(Lyon, France, Jan. 4) Hold everything. What’s all this I hear and read about Mike Huckabee’s brand of economic populism coming out on top in last night’s Iowa caucuses, as I raid the Internet for political news? Huckabee is said to have “won” with 34% of the vote. Well done, and I would hate to sound like a party pooper, but let me ask this: What about the 66% of GOP caucus-goers who did not vote for what David J. Sanders aptly describes on today’s OpinionJournal web page as Huckabee’s religious-left, big-government agenda based on “increasing the government’s role in the fight against global warming, poverty and economic inequality”?
Call me naïve or insufficiently versed in the intricacies of Republican primary politics, but looking at last night’s results, I would make one further comment:
However flawed the GOP's two most prominent spokesmen (Romney and Thompson) might be this year in terms of authenticity and “fire in the belly”, three-legged-stool conservatism combining defense hawks, free-market proponents, and moral traditionalists is still very much up and running -- having collectively prevailed in Iowa with at least 38% of the ballots cast (or 51% if you count McCain's near-tie with Thompson).

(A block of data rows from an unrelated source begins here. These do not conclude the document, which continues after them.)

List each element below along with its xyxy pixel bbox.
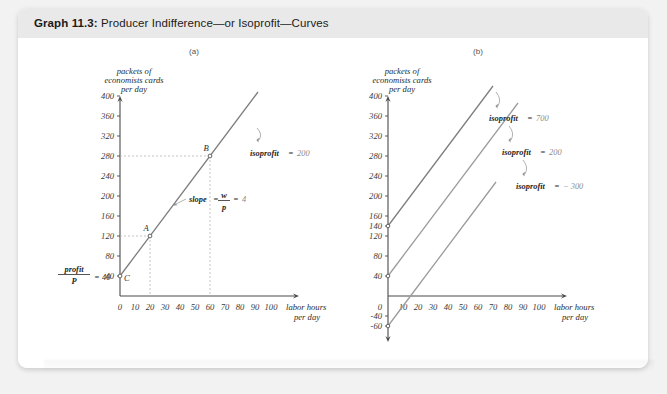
panel-b-curve-value-700: 700 bbox=[536, 114, 549, 123]
panel-b-ytick-200: 200 bbox=[369, 191, 383, 201]
panel-b-ytick-160: 160 bbox=[369, 211, 383, 221]
panel-a-point-a-label: A bbox=[142, 223, 149, 233]
panel-a: (a) packets of economists cards per day … bbox=[58, 47, 327, 322]
panel-a-slope-word: slope bbox=[188, 195, 207, 204]
panel-a-ytick-160: 160 bbox=[101, 211, 115, 221]
panel-b-x-ticks: 10 20 30 40 50 60 70 80 90 100 bbox=[399, 302, 546, 312]
panel-b-curve-value-200: 200 bbox=[549, 148, 562, 157]
panel-a-slope-numerator: w bbox=[221, 191, 227, 200]
panel-b-curve-value-neg300: − 300 bbox=[563, 182, 584, 191]
panel-b-ytick-400: 400 bbox=[369, 91, 383, 101]
panel-b-xtick-20: 20 bbox=[414, 302, 423, 312]
panel-a-x-ticks: 0 10 20 30 40 50 60 70 80 90 100 bbox=[118, 302, 278, 312]
panel-a-xtick-90: 90 bbox=[251, 302, 260, 312]
panel-a-slope-annotation: slope = w p = 4 bbox=[173, 191, 246, 212]
panel-a-slope-denominator: p bbox=[221, 203, 226, 212]
panel-a-xtick-80: 80 bbox=[236, 302, 245, 312]
panel-a-xlabel-line1: labor hours bbox=[286, 302, 327, 312]
panel-b: (b) packets of economists cards per day … bbox=[368, 47, 595, 342]
panel-b-tag: (b) bbox=[473, 47, 483, 56]
panel-b-ytick-120: 120 bbox=[369, 231, 383, 241]
panel-b-y-ticks: 400 360 320 280 240 200 160 bbox=[368, 91, 388, 331]
panel-b-leader-arrow-neg300 bbox=[522, 172, 525, 177]
page-background: Graph 11.3: Producer Indifference—or Iso… bbox=[0, 0, 667, 394]
panel-a-ytick-200: 200 bbox=[101, 191, 115, 201]
panel-b-ytick-360: 360 bbox=[368, 111, 383, 121]
panel-a-xlabel-line2: per day bbox=[293, 312, 320, 322]
panel-a-point-b-marker bbox=[208, 154, 212, 158]
panel-a-ytick-280: 280 bbox=[101, 151, 115, 161]
panel-b-intercept-marker-neg300 bbox=[386, 324, 390, 328]
panel-a-curve-equals: = bbox=[288, 149, 294, 158]
panel-b-xtick-80: 80 bbox=[504, 302, 513, 312]
figure-title-bar: Graph 11.3: Producer Indifference—or Iso… bbox=[18, 8, 648, 38]
panel-b-ytick-140: 140 bbox=[369, 221, 383, 231]
panel-b-ytick-neg60: -60 bbox=[371, 321, 383, 331]
panel-a-ytick-360: 360 bbox=[100, 111, 115, 121]
panel-a-xtick-40: 40 bbox=[176, 302, 185, 312]
panel-b-curve-equals-200: = bbox=[540, 148, 546, 157]
panel-b-ytick-240: 240 bbox=[369, 171, 383, 181]
panel-a-xtick-50: 50 bbox=[191, 302, 200, 312]
figure-card: Graph 11.3: Producer Indifference—or Iso… bbox=[18, 8, 648, 368]
panel-a-isoprofit-curve bbox=[120, 92, 258, 276]
figure-caption: Producer Indifference—or Isoprofit—Curve… bbox=[101, 17, 329, 29]
panel-a-ytick-120: 120 bbox=[101, 231, 115, 241]
panel-b-curve-equals-700: = bbox=[527, 114, 533, 123]
panel-a-point-c-marker bbox=[118, 274, 122, 278]
panel-a-ytick-80: 80 bbox=[105, 251, 114, 261]
page-bottom-shadow bbox=[44, 360, 654, 372]
panel-b-annotation-neg300: isoprofit = − 300 bbox=[516, 160, 584, 191]
panel-b-xtick-50: 50 bbox=[459, 302, 468, 312]
panel-b-isoprofit-curve-200 bbox=[388, 103, 518, 276]
figure-plot-area: (a) packets of economists cards per day … bbox=[18, 38, 648, 368]
panel-b-leader-200 bbox=[509, 126, 513, 140]
panel-a-xtick-20: 20 bbox=[146, 302, 155, 312]
panel-a-tag: (a) bbox=[189, 47, 199, 56]
panel-a-curve-annotation: isoprofit = 200 bbox=[250, 128, 310, 158]
panel-a-xtick-60: 60 bbox=[206, 302, 215, 312]
panel-b-xtick-60: 60 bbox=[474, 302, 483, 312]
panel-b-curve-name-neg300: isoprofit bbox=[516, 182, 546, 191]
panel-b-annotation-700: isoprofit = 700 bbox=[489, 92, 549, 123]
panel-a-curve-value: 200 bbox=[297, 149, 310, 158]
panel-a-intercept-equals: = bbox=[94, 273, 100, 282]
panel-b-xlabel-line1: labor hours bbox=[554, 302, 595, 312]
panel-b-ytick-40: 40 bbox=[373, 271, 382, 281]
panel-a-slope-equals-2: = bbox=[233, 195, 239, 204]
panel-b-ylabel-line3: per day bbox=[388, 84, 415, 94]
panel-a-intercept-annotation: profit P = 40 bbox=[58, 265, 111, 286]
panel-a-ytick-240: 240 bbox=[101, 171, 115, 181]
panel-b-xtick-100: 100 bbox=[533, 302, 547, 312]
panel-b-isoprofit-curve-700 bbox=[388, 86, 493, 226]
panel-a-curve-name: isoprofit bbox=[250, 149, 280, 158]
panel-b-xtick-40: 40 bbox=[444, 302, 453, 312]
panel-b-xtick-30: 30 bbox=[428, 302, 438, 312]
panel-a-ylabel-line3: per day bbox=[120, 84, 147, 94]
panel-b-leader-neg300 bbox=[523, 160, 527, 174]
panel-b-intercept-marker-700 bbox=[386, 224, 390, 228]
panel-b-curve-equals-neg300: = bbox=[554, 182, 560, 191]
panel-b-xtick-70: 70 bbox=[489, 302, 498, 312]
panel-b-annotation-200: isoprofit = 200 bbox=[502, 126, 562, 157]
panel-b-leader-arrow-700 bbox=[495, 104, 498, 109]
panel-b-leader-700 bbox=[496, 92, 500, 106]
panel-a-xtick-70: 70 bbox=[221, 302, 230, 312]
panel-b-curve-name-700: isoprofit bbox=[489, 114, 519, 123]
panel-a-y-ticks: 400 360 320 280 240 200 160 bbox=[100, 91, 120, 281]
page-title: Graph 11.3: Producer Indifference—or Iso… bbox=[18, 17, 329, 29]
panel-b-leader-arrow-200 bbox=[508, 138, 511, 143]
panel-a-intercept-value: 40 bbox=[102, 273, 111, 282]
figure-number: Graph 11.3: bbox=[34, 17, 98, 29]
panel-a-xtick-0: 0 bbox=[118, 302, 123, 312]
panel-b-ytick-320: 320 bbox=[368, 131, 383, 141]
figure-svg: (a) packets of economists cards per day … bbox=[18, 38, 648, 368]
panel-a-xtick-10: 10 bbox=[131, 302, 140, 312]
panel-a-point-c-label: C bbox=[124, 273, 130, 283]
panel-b-curve-name-200: isoprofit bbox=[502, 148, 532, 157]
panel-a-ytick-320: 320 bbox=[100, 131, 115, 141]
panel-a-curve-leader-arrow bbox=[256, 138, 259, 143]
panel-a-slope-equals-1: = bbox=[213, 195, 219, 204]
panel-b-xtick-90: 90 bbox=[519, 302, 528, 312]
panel-b-ytick-280: 280 bbox=[369, 151, 383, 161]
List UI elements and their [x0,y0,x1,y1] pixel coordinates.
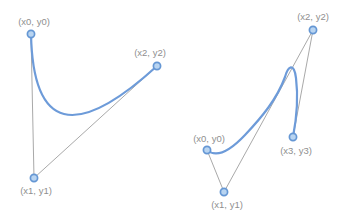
cubic-bezier-control-point-p0 [203,146,210,153]
cubic-bezier-control-point-p2 [309,26,316,33]
quadratic-bezier-control-point-p0 [27,30,34,37]
figure-svg: (x0, y0)(x1, y1)(x2, y2)(x0, y0)(x1, y1)… [0,0,347,216]
quadratic-bezier-control-point-p2 [153,62,160,69]
cubic-bezier-point-label-p1: (x1, y1) [211,199,243,210]
quadratic-bezier-point-label-p2: (x2, y2) [134,47,166,58]
cubic-bezier-diagram: (x0, y0)(x1, y1)(x2, y2)(x3, y3) [193,11,329,210]
cubic-bezier-control-point-p1 [220,188,227,195]
cubic-bezier-point-label-p0: (x0, y0) [193,133,225,144]
quadratic-bezier-diagram: (x0, y0)(x1, y1)(x2, y2) [18,16,166,196]
cubic-bezier-point-label-p2: (x2, y2) [297,11,329,22]
quadratic-bezier-control-point-p1 [30,174,37,181]
quadratic-bezier-point-label-p0: (x0, y0) [18,16,50,27]
quadratic-bezier-point-label-p1: (x1, y1) [20,185,52,196]
control-polygon-line [207,150,224,192]
cubic-bezier-control-point-p3 [289,133,296,140]
cubic-bezier-point-label-p3: (x3, y3) [280,145,312,156]
bezier-figure: (x0, y0)(x1, y1)(x2, y2)(x0, y0)(x1, y1)… [0,0,347,216]
control-polygon-line [224,30,313,192]
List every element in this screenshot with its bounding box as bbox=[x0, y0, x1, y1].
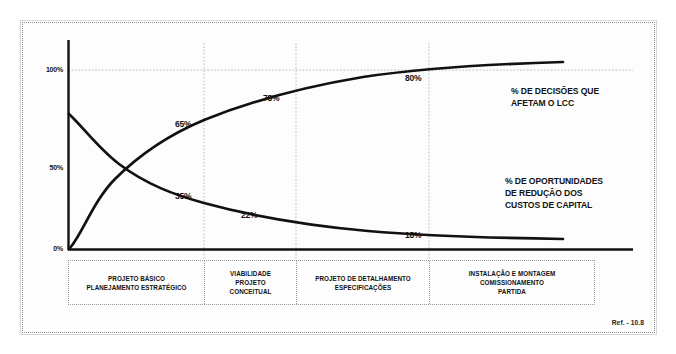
figure-frame: 100% 50% 0% 65% 78% 80% 35% 22% 18% % DE… bbox=[22, 22, 655, 333]
series-oportunidades-curve bbox=[69, 114, 563, 239]
series-label-decisoes-line2: AFETAM O LCC bbox=[511, 97, 599, 109]
data-label-oportunidades-35: 35% bbox=[175, 191, 191, 201]
phase-4-line2: COMISSIONAMENTO bbox=[469, 278, 556, 287]
y-axis-tick-0: 0% bbox=[31, 245, 63, 253]
series-label-oportunidades-line3: CUSTOS DE CAPITAL bbox=[505, 199, 603, 211]
phase-row: PROJETO BÁSICO PLANEJAMENTO ESTRATÉGICO … bbox=[68, 260, 595, 305]
phase-1-line1: PROJETO BÁSICO bbox=[87, 274, 187, 283]
phase-box-instalacao: INSTALAÇÃO E MONTAGEM COMISSIONAMENTO PA… bbox=[430, 261, 594, 304]
data-label-decisoes-80: 80% bbox=[405, 73, 421, 83]
series-label-decisoes-line1: % DE DECISÕES QUE bbox=[511, 85, 599, 97]
phase-box-projeto-basico: PROJETO BÁSICO PLANEJAMENTO ESTRATÉGICO bbox=[69, 261, 205, 304]
phase-box-viabilidade: VIABILIDADE PROJETO CONCEITUAL bbox=[205, 261, 297, 304]
series-decisoes-curve bbox=[69, 62, 563, 249]
data-label-oportunidades-18: 18% bbox=[405, 230, 421, 240]
series-label-oportunidades-line1: % DE OPORTUNIDADES bbox=[505, 175, 603, 187]
data-label-decisoes-65: 65% bbox=[175, 119, 191, 129]
reference-caption: Ref. - 10.8 bbox=[612, 319, 644, 326]
phase-3-line2: ESPECIFICAÇÕES bbox=[315, 283, 411, 292]
phase-2-line1: VIABILIDADE bbox=[230, 269, 272, 278]
phase-4-line3: PARTIDA bbox=[469, 287, 556, 296]
data-label-oportunidades-22: 22% bbox=[241, 210, 257, 220]
phase-4-line1: INSTALAÇÃO E MONTAGEM bbox=[469, 269, 556, 278]
series-label-oportunidades-line2: DE REDUÇÃO DOS bbox=[505, 187, 603, 199]
data-label-decisoes-78: 78% bbox=[263, 93, 279, 103]
y-axis-tick-50: 50% bbox=[31, 164, 63, 172]
series-label-oportunidades: % DE OPORTUNIDADES DE REDUÇÃO DOS CUSTOS… bbox=[505, 175, 603, 211]
phase-1-line2: PLANEJAMENTO ESTRATÉGICO bbox=[87, 283, 187, 292]
phase-2-line3: CONCEITUAL bbox=[230, 287, 272, 296]
series-label-decisoes: % DE DECISÕES QUE AFETAM O LCC bbox=[511, 85, 599, 109]
y-axis-tick-100: 100% bbox=[31, 66, 63, 74]
phase-3-line1: PROJETO DE DETALHAMENTO bbox=[315, 274, 411, 283]
phase-2-line2: PROJETO bbox=[230, 278, 272, 287]
phase-box-detalhamento: PROJETO DE DETALHAMENTO ESPECIFICAÇÕES bbox=[297, 261, 430, 304]
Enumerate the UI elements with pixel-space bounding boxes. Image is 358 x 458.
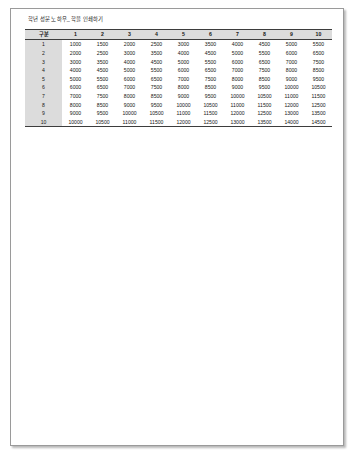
- table-cell: 14000: [278, 118, 305, 127]
- table-row: 5 5000 5500 6000 6500 7000 7500 8000 850…: [25, 75, 332, 84]
- table-cell: 7500: [143, 83, 170, 92]
- table-cell: 10000: [170, 101, 197, 110]
- table-cell: 9000: [170, 92, 197, 101]
- table-row: 3 3000 3500 4000 4500 5000 5500 6000 650…: [25, 58, 332, 67]
- row-label: 8: [25, 101, 62, 110]
- row-label: 3: [25, 58, 62, 67]
- table-row: 1 1000 1500 2000 2500 3000 3500 4000 450…: [25, 40, 332, 49]
- table-cell: 12500: [197, 118, 224, 127]
- table-cell: 5500: [197, 58, 224, 67]
- column-header-10: 10: [305, 30, 332, 40]
- table-cell: 8500: [197, 83, 224, 92]
- table-cell: 9000: [278, 75, 305, 84]
- data-table: 구분 1 2 3 4 5 6 7 8 9 10 1: [25, 29, 332, 127]
- column-header-5: 5: [170, 30, 197, 40]
- table-cell: 13500: [251, 118, 278, 127]
- table-header-row: 구분 1 2 3 4 5 6 7 8 9 10: [25, 30, 332, 40]
- column-header-8: 8: [251, 30, 278, 40]
- table-cell: 7000: [224, 66, 251, 75]
- table-cell: 7000: [278, 58, 305, 67]
- table-cell: 6500: [305, 49, 332, 58]
- table-cell: 5000: [62, 75, 89, 84]
- table-cell: 5500: [251, 49, 278, 58]
- table-cell: 4000: [62, 66, 89, 75]
- row-label: 2: [25, 49, 62, 58]
- table-cell: 13500: [305, 109, 332, 118]
- screenshot-viewport: 학년 성문 노하우_ 학을 인쇄하기 구분 1 2 3 4 5 6: [0, 0, 358, 458]
- row-label: 4: [25, 66, 62, 75]
- table-cell: 1500: [89, 40, 116, 49]
- table-cell: 12000: [224, 109, 251, 118]
- table-cell: 11500: [251, 101, 278, 110]
- table-cell: 11000: [116, 118, 143, 127]
- table-row: 2 2000 2500 3000 3500 4000 4500 5000 550…: [25, 49, 332, 58]
- table-cell: 9000: [116, 101, 143, 110]
- column-header-9: 9: [278, 30, 305, 40]
- table-cell: 5000: [278, 40, 305, 49]
- table-cell: 7000: [62, 92, 89, 101]
- table-cell: 8500: [89, 101, 116, 110]
- table-cell: 3500: [143, 49, 170, 58]
- table-cell: 9000: [224, 83, 251, 92]
- table-cell: 11000: [170, 109, 197, 118]
- table-row: 6 6000 6500 7000 7500 8000 8500 9000 950…: [25, 83, 332, 92]
- table-cell: 9500: [89, 109, 116, 118]
- page-content-area: 학년 성문 노하우_ 학을 인쇄하기 구분 1 2 3 4 5 6: [11, 9, 343, 445]
- table-header: 구분 1 2 3 4 5 6 7 8 9 10: [25, 30, 332, 40]
- table-cell: 2500: [143, 40, 170, 49]
- row-label: 10: [25, 118, 62, 127]
- table-cell: 10500: [197, 101, 224, 110]
- table-cell: 8000: [278, 66, 305, 75]
- table-cell: 10500: [143, 109, 170, 118]
- table-cell: 11500: [197, 109, 224, 118]
- table-cell: 9000: [62, 109, 89, 118]
- table-cell: 1000: [62, 40, 89, 49]
- table-cell: 5000: [170, 58, 197, 67]
- table-cell: 7500: [197, 75, 224, 84]
- row-label: 9: [25, 109, 62, 118]
- table-cell: 10000: [224, 92, 251, 101]
- table-cell: 12500: [251, 109, 278, 118]
- row-label: 5: [25, 75, 62, 84]
- table-row: 4 4000 4500 5000 5500 6000 6500 7000 750…: [25, 66, 332, 75]
- table-cell: 3500: [197, 40, 224, 49]
- table-cell: 6000: [170, 66, 197, 75]
- table-cell: 6500: [89, 83, 116, 92]
- table-cell: 2000: [116, 40, 143, 49]
- table-cell: 5500: [89, 75, 116, 84]
- table-cell: 7000: [170, 75, 197, 84]
- table-cell: 5000: [224, 49, 251, 58]
- column-header-2: 2: [89, 30, 116, 40]
- table-cell: 9500: [305, 75, 332, 84]
- table-cell: 11000: [224, 101, 251, 110]
- table-cell: 6000: [278, 49, 305, 58]
- table-cell: 12000: [278, 101, 305, 110]
- column-header-6: 6: [197, 30, 224, 40]
- table-cell: 6000: [116, 75, 143, 84]
- table-cell: 3000: [62, 58, 89, 67]
- table-cell: 6000: [224, 58, 251, 67]
- row-label: 7: [25, 92, 62, 101]
- page-empty-area: [25, 127, 332, 128]
- table-cell: 4500: [89, 66, 116, 75]
- table-cell: 9500: [197, 92, 224, 101]
- table-cell: 4000: [116, 58, 143, 67]
- table-cell: 11500: [305, 92, 332, 101]
- table-cell: 2500: [89, 49, 116, 58]
- table-cell: 10500: [89, 118, 116, 127]
- table-cell: 8500: [143, 92, 170, 101]
- table-cell: 10000: [116, 109, 143, 118]
- table-row: 8 8000 8500 9000 9500 10000 10500 11000 …: [25, 101, 332, 110]
- column-header-3: 3: [116, 30, 143, 40]
- table-corner-header: 구분: [25, 30, 62, 40]
- table-cell: 7500: [251, 66, 278, 75]
- table-cell: 8000: [170, 83, 197, 92]
- table-cell: 11000: [278, 92, 305, 101]
- table-cell: 2000: [62, 49, 89, 58]
- table-cell: 10500: [305, 83, 332, 92]
- table-row: 10 10000 10500 11000 11500 12000 12500 1…: [25, 118, 332, 127]
- table-cell: 9500: [143, 101, 170, 110]
- table-cell: 8000: [116, 92, 143, 101]
- table-cell: 10000: [62, 118, 89, 127]
- table-cell: 3000: [116, 49, 143, 58]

Huckabee campaign advisor Ed Rollins and David Brooks of the New York Times might be self-servingly shouting it from the rooftops -- but the demise of the Reagan coalition has thankfully not occurred yet, if ever in the foreseeable future.
Message matters more than money indeed, but only modern conservatism, not apocryphal economic conservative tongue-speaking, can still deliver it. How much longer will we have to wait for an authentically fire-eating conservative to step up and take the good news to Iowa, New Hampshire and elsewhere in these indispensable United States? Eight years?
Note: “Paoli” is the pen name, er, nom de plume, of our French correspondent. Monsieur is a close student of European politics, a onetime exchange student in Colorado and a well-wisher to us Americans. He informs us the original Pasquale Paoli, 1725-1807, was the George Washington of Corsica.